November 3 in Literary History: French Playwright is Guillotined

The most significant events in the history of books on the 3rd of November

A significant day in the history of Charles Dickens’s career, as he completes another successful book on this day, November the 3rd, in 1844…

1793: Olympe de Gouges is guillotined in France. A female French playwright, Gouges was also a political campaigner (a feminist and an abolitionist) who fell foul of the Revolutionary government during the Reign of Terror and was executed. Among her political writings, Declarations of the Rights of Woman and the Female Citizen (1791) remains the most widely known.

1844: Charles Dickens finishes writing his follow-up to A Christmas Carol. Having spent the latter part of October Dickens3working furiously on it, Dickens completes work on The Chimes and celebrates by having ‘a real good cry’. We tend to think that Dickens failed to repeat the success of A Christmas Carol in any of his later Christmas books (he wrote five in total). This may be true in critical terms, and posterity has certainly not been as kind to the other Christmas books (few read The Battle of Life now), but commercially, The Cricket on the Hearth – the third Christmas book Dickens wrote – actually outsold A Christmas Carol at the time.

1958: Boris Pasternak is offered a way out, but says no. On this day in 1958, Nikita Khrushchev offered the Nobel Laureate (or rather, the would-be Laureate: Khrushchev wouldn’t let Pasternak collect the prize) the chance to leave the Soviet Union without fear of dishonour. But Pasternak declined, saying that his life and his identity were too deeply bound up with Russia. ‘Pasternak’, by the way, means ‘parsnip’ in Russian.

Image: Charles Dickens, public domain.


#### EXERCISE BRIEF:
Transcribe all of the data exactly. Images stay out.

(Data records)
*** Block opens ***
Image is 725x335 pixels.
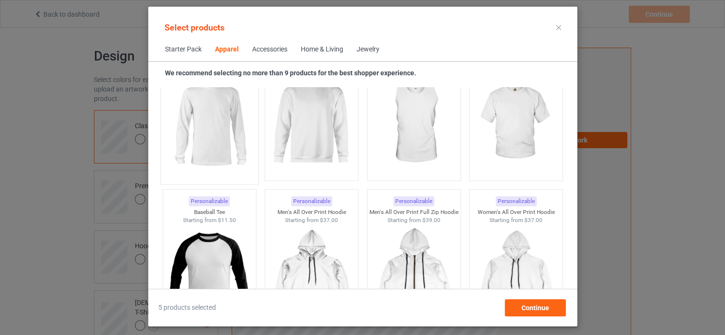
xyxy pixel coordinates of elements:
img: regular.jpg [474,224,559,331]
img: regular.jpg [371,69,456,176]
div: Men's All Over Print Hoodie [265,208,358,217]
strong: We recommend selecting no more than 9 products for the best shopper experience. [165,69,416,77]
span: $37.00 [525,217,543,224]
img: regular.jpg [269,69,354,176]
div: Men's All Over Print Full Zip Hoodie [367,208,460,217]
span: $11.50 [217,217,236,224]
span: 5 products selected [158,303,216,313]
div: Starting from [367,217,460,225]
div: Personalizable [495,196,537,206]
span: Select products [165,22,225,32]
div: Home & Living [301,45,343,54]
div: Personalizable [189,196,230,206]
div: Apparel [215,45,239,54]
img: regular.jpg [165,67,254,179]
img: regular.jpg [166,224,252,331]
span: Starter Pack [158,38,208,61]
div: Starting from [265,217,358,225]
div: Continue [505,299,566,317]
span: Continue [521,304,549,312]
div: Starting from [163,217,256,225]
div: Jewelry [357,45,380,54]
img: regular.jpg [474,69,559,176]
img: regular.jpg [269,224,354,331]
div: Baseball Tee [163,208,256,217]
span: $39.00 [422,217,440,224]
span: $37.00 [320,217,338,224]
div: Starting from [470,217,563,225]
img: regular.jpg [371,224,456,331]
div: Accessories [252,45,288,54]
div: Personalizable [393,196,434,206]
div: Women's All Over Print Hoodie [470,208,563,217]
div: Personalizable [291,196,332,206]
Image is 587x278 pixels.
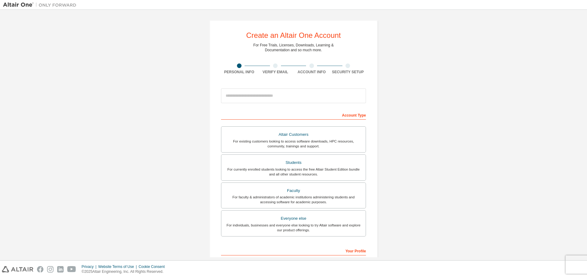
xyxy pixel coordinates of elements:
div: Faculty [225,187,362,195]
div: Cookie Consent [138,265,168,270]
div: For existing customers looking to access software downloads, HPC resources, community, trainings ... [225,139,362,149]
img: facebook.svg [37,266,43,273]
img: altair_logo.svg [2,266,33,273]
div: Verify Email [257,70,294,75]
div: Personal Info [221,70,257,75]
div: Account Info [293,70,330,75]
div: For Free Trials, Licenses, Downloads, Learning & Documentation and so much more. [253,43,334,53]
div: Account Type [221,110,366,120]
img: Altair One [3,2,79,8]
img: youtube.svg [67,266,76,273]
div: Your Profile [221,246,366,256]
div: Privacy [82,265,98,270]
div: Security Setup [330,70,366,75]
div: Students [225,159,362,167]
div: For currently enrolled students looking to access the free Altair Student Edition bundle and all ... [225,167,362,177]
div: For individuals, businesses and everyone else looking to try Altair software and explore our prod... [225,223,362,233]
div: For faculty & administrators of academic institutions administering students and accessing softwa... [225,195,362,205]
div: Everyone else [225,215,362,223]
div: Website Terms of Use [98,265,138,270]
div: Create an Altair One Account [246,32,341,39]
img: instagram.svg [47,266,53,273]
img: linkedin.svg [57,266,64,273]
p: © 2025 Altair Engineering, Inc. All Rights Reserved. [82,270,168,275]
div: Altair Customers [225,130,362,139]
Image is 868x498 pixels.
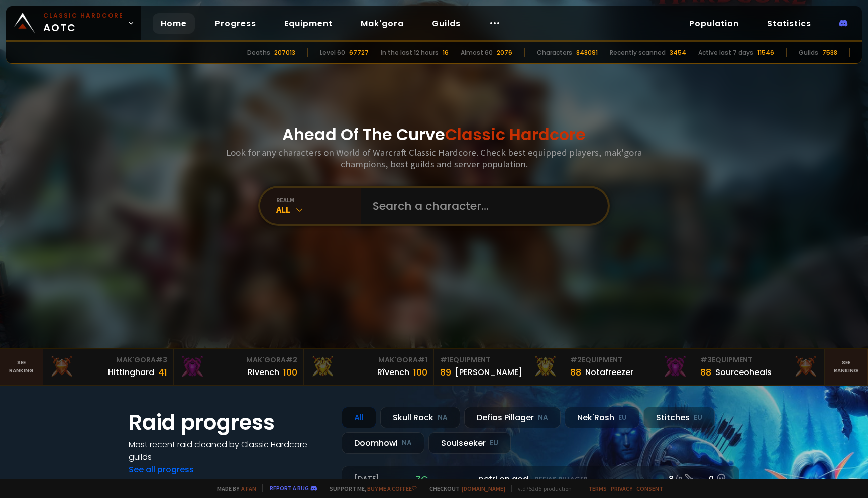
*** Block closes ***
#### PROBLEM SOLUTION:
Image is 725x335 pixels.
xyxy pixel coordinates of elements:
img: regular.jpg [474,224,559,331]
img: regular.jpg [371,69,456,176]
div: Men's All Over Print Hoodie [265,208,358,217]
strong: We recommend selecting no more than 9 products for the best shopper experience. [165,69,416,77]
span: $37.00 [525,217,543,224]
img: regular.jpg [269,69,354,176]
div: Men's All Over Print Full Zip Hoodie [367,208,460,217]
span: $11.50 [217,217,236,224]
span: 5 products selected [158,303,216,313]
div: Starting from [367,217,460,225]
div: Personalizable [495,196,537,206]
span: Select products [165,22,225,32]
div: Home & Living [301,45,343,54]
div: Personalizable [189,196,230,206]
div: Apparel [215,45,239,54]
img: regular.jpg [165,67,254,179]
img: regular.jpg [166,224,252,331]
span: Starter Pack [158,38,208,61]
div: Starting from [265,217,358,225]
div: Continue [505,299,566,317]
span: Continue [521,304,549,312]
div: Starting from [163,217,256,225]
div: Jewelry [357,45,380,54]
img: regular.jpg [474,69,559,176]
img: regular.jpg [269,224,354,331]
div: Baseball Tee [163,208,256,217]
span: $39.00 [422,217,440,224]
span: $37.00 [320,217,338,224]
div: Starting from [470,217,563,225]
img: regular.jpg [371,224,456,331]
div: Accessories [252,45,288,54]
div: Personalizable [393,196,434,206]
div: Women's All Over Print Hoodie [470,208,563,217]
div: Personalizable [291,196,332,206]
Image is 587x278 pixels.
xyxy pixel coordinates of elements:
div: Faculty [225,187,362,195]
div: Cookie Consent [138,265,168,270]
div: For existing customers looking to access software downloads, HPC resources, community, trainings ... [225,139,362,149]
img: facebook.svg [37,266,43,273]
img: altair_logo.svg [2,266,33,273]
div: Verify Email [257,70,294,75]
div: Personal Info [221,70,257,75]
div: Account Info [293,70,330,75]
div: For Free Trials, Licenses, Downloads, Learning & Documentation and so much more. [253,43,334,53]
div: Account Type [221,110,366,120]
img: Altair One [3,2,79,8]
img: youtube.svg [67,266,76,273]
div: Your Profile [221,246,366,256]
div: Privacy [82,265,98,270]
div: Security Setup [330,70,366,75]
div: Students [225,159,362,167]
div: For currently enrolled students looking to access the free Altair Student Edition bundle and all ... [225,167,362,177]
div: For individuals, businesses and everyone else looking to try Altair software and explore our prod... [225,223,362,233]
div: For faculty & administrators of academic institutions administering students and accessing softwa... [225,195,362,205]
div: Everyone else [225,215,362,223]
div: Website Terms of Use [98,265,138,270]
div: Create an Altair One Account [246,32,341,39]
img: instagram.svg [47,266,53,273]
img: linkedin.svg [57,266,64,273]
p: © 2025 Altair Engineering, Inc. All Rights Reserved. [82,270,168,275]
div: Altair Customers [225,130,362,139]
Image is 868x498 pixels.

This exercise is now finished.